McCarthy: We can find ‘common ground’ with Biden over U.S. debt ceiling

Reuters

By Trevor Hunnicutt and Jeff Mason

WASHINGTON (Reuters) -President Joe Biden and Republican House Speaker Kevin McCarthy held initial talks on Wednesday about raising U.S. government borrowing limits in a first test of how the two will work together, with both sides agreeing to talk more.

The White House said after the meeting that Biden told McCarthy he was eager to work with Republicans “in good faith.” McCarthy said the two men could find common ground. But, as expected, there was no sign of an immediate breakthrough.

“The president and I had a good first meeting,” McCarthy told reporters after the more-than-hour-long meeting. He said the two men shared their perspectives with each other. “I think at the end of the day, we can find common ground,” he said.


The Democratic president and Republicans, who won control of the U.S. House of Representatives in November’s elections, are locked in a standoff over raising the federal government’s $31.4 trillion U.S. debt ceiling. Failing to do so would put the world’s largest economy on a path to default.


“President Biden made clear that, as every other leader in both parties in Congress has affirmed, it is their shared duty not to allow an unprecedented and economically catastrophic default,” the White House said in a statement. “It is not negotiable or conditional.”

The Oval Office talks may serve as the opening bell for months of back-and-forth maneuvering. Neither side expected a solution to emerge from a single meeting. Without action, the government could lose its ability to pay all its bills as early as June.

McCarthy expressed optimism that such a scenario could be avoided.

“I believe if we’re able to get to an agreement, we could have a funding agreement for the next two years,” McCarthy said. “I told the president I would like to see if we can come to an agreement long before the deadline.”

Biden has said he wanted to see McCarthy’s budget plan. “Show me his budget!” he told reporters on Tuesday when asked if he would negotiate with the House leader.

The White House said Biden was open to talks about deficit reduction untethered to the debt ceiling debate. “The president welcomes a separate discussion with congressional leaders about how to reduce the deficit and control the national debt while continuing to grow the economy,” it said.

House Republicans want to use the debt ceiling as leverage to exact cuts, though they have yet to unite around a specific plan. The increase covers the costs of spending programs and tax cuts previously approved by Congress, and is usually approved on a bipartisan basis.

CONTRASTS

The 80-year-old president, a longtime former senator who served as vice president during a similar 2011 showdown that led to a historic downgrade of the federal government’s credit rating, enters the talks with what some of his aides believe is a strong hand that includes a narrow Senate majority, a party that is unified on this issue and a strong message for voters.

Speaker for less than a month, McCarthy, 58, leads a fractious House Republican caucus with a narrow 222-212 majority that has given a small group of hardline conservatives outsized influence.

Despite years of mingling with other Washington lawmakers, Biden has little personal history with McCarthy, who joined the Republican leadership on Capitol Hill under former Speaker John Boehner after Biden had already left to become Barack Obama’s vice president.

Just one in four Republicans serving in the House today held their seats in 2011, and some may not be fully aware of the risks of courting default, or the difficulties of negotiating in a divided government.

Congress has often imposed conditions on debt ceiling hikes, or paired them with other tax and spending activity.

U.S. DEBT IS DIFFERENT

Unlike most other developed countries, the United States puts a hard limit on how much it can borrow, and Congress must periodically raise that cap because the U.S. government spends more than it takes in.

Shortly before the White House meeting, Federal Reserve chair Jerome Powell told reporters: “There is only one way forward here and that’s for Congress to raise the debt ceiling.

“No one should assume that the Fed can protect the economy from the consequences of failing to act in a timely manner,” Powell said. 

The 2011 crisis was resolved with a bipartisan deal that cut spending and raised the debt limit but left Obama administration officials smarting. Many felt they had given up too much and had still harmed the economy by letting talks persist.

McCarthy has less room to maneuver than his Republican counterpart in 2011 did.

To win the speaker’s gavel, he agreed to enable any single member to call for a vote to unseat him, which could lead to his ouster if he seeks to work with Democrats. He also placed three hardline conservatives on the Rules Committee, which would allow them to block any vote on a compromise.

Biden seemed to question McCarthy’s ability to keep Republicans in line at a fundraiser in New York on Tuesday, calling McCarthy “a decent man, I think,” but noting the concessions he made to become speaker.

McCarthy, for his part, has said Biden needed to be willing to make concessions to get a debt-ceiling increase through Congress, saying it would be “irresponsible” not to negotiate.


→ **Task item**
I would like each line of the data that holds the word "strong" copied out.

==== Given records

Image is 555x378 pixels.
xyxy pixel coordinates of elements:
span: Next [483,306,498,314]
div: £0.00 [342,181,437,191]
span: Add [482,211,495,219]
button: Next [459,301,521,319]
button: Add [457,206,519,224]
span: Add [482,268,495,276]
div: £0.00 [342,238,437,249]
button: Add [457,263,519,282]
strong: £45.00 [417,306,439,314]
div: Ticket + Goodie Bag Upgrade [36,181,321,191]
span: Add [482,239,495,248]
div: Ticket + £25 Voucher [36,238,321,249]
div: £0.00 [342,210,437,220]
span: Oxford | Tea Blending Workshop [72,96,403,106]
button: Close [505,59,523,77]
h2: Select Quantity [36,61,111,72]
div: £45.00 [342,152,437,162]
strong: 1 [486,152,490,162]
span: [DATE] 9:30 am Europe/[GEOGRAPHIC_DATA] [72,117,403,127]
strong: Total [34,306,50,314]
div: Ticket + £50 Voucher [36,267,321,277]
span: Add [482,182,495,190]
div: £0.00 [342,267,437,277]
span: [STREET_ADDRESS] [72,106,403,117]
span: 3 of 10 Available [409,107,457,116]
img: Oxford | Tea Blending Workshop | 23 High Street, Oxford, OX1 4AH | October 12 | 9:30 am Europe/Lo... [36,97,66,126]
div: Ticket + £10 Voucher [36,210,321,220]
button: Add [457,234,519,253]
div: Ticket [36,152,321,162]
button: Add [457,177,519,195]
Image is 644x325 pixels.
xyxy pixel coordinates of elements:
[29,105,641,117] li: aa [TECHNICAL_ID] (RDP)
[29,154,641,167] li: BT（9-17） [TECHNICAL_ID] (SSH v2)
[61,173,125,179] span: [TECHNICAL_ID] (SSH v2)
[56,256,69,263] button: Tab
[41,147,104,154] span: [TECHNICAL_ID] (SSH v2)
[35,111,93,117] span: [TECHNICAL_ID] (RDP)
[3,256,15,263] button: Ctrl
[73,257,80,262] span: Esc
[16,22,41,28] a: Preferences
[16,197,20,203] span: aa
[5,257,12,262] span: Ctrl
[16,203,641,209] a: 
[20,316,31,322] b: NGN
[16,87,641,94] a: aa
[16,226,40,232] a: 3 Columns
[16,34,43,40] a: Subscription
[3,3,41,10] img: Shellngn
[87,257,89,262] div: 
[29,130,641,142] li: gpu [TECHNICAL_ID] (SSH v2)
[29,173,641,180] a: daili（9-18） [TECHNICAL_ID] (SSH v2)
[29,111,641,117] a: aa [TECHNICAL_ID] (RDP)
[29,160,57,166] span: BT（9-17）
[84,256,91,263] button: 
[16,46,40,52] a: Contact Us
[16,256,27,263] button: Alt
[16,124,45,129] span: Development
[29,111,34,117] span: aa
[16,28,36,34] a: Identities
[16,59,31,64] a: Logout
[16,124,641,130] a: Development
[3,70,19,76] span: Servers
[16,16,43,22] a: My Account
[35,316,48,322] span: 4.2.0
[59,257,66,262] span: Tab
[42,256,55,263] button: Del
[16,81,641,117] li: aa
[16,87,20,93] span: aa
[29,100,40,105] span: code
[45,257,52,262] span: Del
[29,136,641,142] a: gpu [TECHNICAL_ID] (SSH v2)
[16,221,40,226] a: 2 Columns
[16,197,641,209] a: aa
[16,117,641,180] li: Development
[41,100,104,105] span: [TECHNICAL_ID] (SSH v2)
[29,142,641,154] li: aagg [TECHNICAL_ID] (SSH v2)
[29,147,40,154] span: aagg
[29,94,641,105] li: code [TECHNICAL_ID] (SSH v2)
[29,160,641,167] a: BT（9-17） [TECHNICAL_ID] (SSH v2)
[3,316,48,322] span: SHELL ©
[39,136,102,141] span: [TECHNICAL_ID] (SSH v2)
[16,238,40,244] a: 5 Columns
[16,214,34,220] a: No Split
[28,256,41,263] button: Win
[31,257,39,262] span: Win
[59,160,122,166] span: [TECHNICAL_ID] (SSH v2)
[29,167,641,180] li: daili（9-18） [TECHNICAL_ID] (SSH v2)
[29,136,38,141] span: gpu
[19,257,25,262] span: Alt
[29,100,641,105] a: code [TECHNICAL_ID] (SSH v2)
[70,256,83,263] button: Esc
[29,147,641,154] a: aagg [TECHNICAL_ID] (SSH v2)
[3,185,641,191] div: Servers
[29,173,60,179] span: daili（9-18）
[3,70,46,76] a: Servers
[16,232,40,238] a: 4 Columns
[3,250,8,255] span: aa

========

→ **Response to the exercise**
strong: £45.00 [417,306,439,314]
strong: 1 [486,152,490,162]
strong: Total [34,306,50,314]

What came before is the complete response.